Monsters: Dark Continent – film review
Cert 15 | ★☆☆☆☆
War is always an ugly enterprise, but is it any uglier when aliens are involved? That’s the totally pointless question Monsters: Dark Continent asks. After sitting through it for two hours I can confirm that the answer is both “yes” and “who cares”.
It’s a huge let-down, especially so given it’s precursor, Gareth Edwards’ 2010 directorial debut Monsters, was so good it landed him the big-budget reboot of Godzilla (which was much better than it was given credit for). This time, he’s settled for an executive producer role, handing the reins to Tom Green, who’s taken his dystopic elegy on the human condition and smashed it together with The Hurt Locker. Why? Because GUNS.
Monsters was set in Mexico, where a journalist agreeed to take an American tourist to the US border through an “infected zone” that had been colonised by alien “monsters”. Despite resembling fibre-optic elephants, they enchanted the couple with their elegance and emotional intelligence.
Ten years later, they’ve somehow made it across the Pacific to the Middle East and the sequel follows four inexperienced squaddies from Detroit as they wage a war on two fronts.
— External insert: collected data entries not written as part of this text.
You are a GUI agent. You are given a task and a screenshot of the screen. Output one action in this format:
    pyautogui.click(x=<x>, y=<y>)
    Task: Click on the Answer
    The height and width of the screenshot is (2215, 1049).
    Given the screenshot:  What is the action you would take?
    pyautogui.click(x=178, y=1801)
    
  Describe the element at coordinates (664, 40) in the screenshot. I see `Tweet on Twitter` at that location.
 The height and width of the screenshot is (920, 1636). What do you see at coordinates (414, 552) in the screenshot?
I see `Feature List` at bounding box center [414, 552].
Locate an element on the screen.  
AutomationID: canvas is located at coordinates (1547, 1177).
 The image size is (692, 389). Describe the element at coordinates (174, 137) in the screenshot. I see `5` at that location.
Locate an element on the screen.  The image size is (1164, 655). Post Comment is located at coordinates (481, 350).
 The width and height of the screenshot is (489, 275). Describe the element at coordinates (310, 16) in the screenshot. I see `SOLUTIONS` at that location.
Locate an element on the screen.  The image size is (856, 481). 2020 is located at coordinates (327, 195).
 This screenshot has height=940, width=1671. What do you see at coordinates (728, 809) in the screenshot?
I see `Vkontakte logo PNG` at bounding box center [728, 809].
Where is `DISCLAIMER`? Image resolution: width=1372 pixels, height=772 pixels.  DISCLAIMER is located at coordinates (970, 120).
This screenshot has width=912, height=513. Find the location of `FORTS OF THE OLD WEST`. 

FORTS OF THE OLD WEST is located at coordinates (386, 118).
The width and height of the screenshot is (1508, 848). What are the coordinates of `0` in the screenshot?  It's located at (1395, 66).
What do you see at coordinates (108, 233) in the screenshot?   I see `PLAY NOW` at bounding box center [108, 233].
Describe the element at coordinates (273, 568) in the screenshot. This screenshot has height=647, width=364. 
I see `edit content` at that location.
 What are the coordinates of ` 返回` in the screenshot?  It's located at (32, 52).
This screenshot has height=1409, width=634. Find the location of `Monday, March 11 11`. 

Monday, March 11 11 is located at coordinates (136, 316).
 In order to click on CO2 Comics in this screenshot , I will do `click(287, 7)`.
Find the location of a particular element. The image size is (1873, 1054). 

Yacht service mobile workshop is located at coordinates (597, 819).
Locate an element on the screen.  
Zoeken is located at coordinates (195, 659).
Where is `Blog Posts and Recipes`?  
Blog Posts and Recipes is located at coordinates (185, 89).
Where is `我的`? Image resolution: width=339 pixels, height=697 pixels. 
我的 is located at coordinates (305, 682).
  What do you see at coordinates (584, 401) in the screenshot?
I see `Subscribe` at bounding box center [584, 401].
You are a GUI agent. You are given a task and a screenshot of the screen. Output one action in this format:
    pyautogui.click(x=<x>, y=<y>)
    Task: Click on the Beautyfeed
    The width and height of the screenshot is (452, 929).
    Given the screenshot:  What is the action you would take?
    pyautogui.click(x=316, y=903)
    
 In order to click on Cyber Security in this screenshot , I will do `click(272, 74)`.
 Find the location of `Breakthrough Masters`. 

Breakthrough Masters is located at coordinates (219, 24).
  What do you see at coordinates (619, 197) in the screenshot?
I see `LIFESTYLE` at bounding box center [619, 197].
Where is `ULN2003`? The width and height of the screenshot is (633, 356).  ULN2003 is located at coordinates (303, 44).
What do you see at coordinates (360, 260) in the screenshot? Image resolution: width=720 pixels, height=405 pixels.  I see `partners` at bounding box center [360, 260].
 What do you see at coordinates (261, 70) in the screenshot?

Largely set in isolated pockets of the desert, the cinematography nods to the stark realism of the original, providing a harsh and effective backdrop to the horrors of modern warfare.
Then, right in the throes of despair, an alien will stick his trunk in. Once these “monsters” were a symbolic reminder of our connection to nature; here they’re reduced to little more than cannon fodder.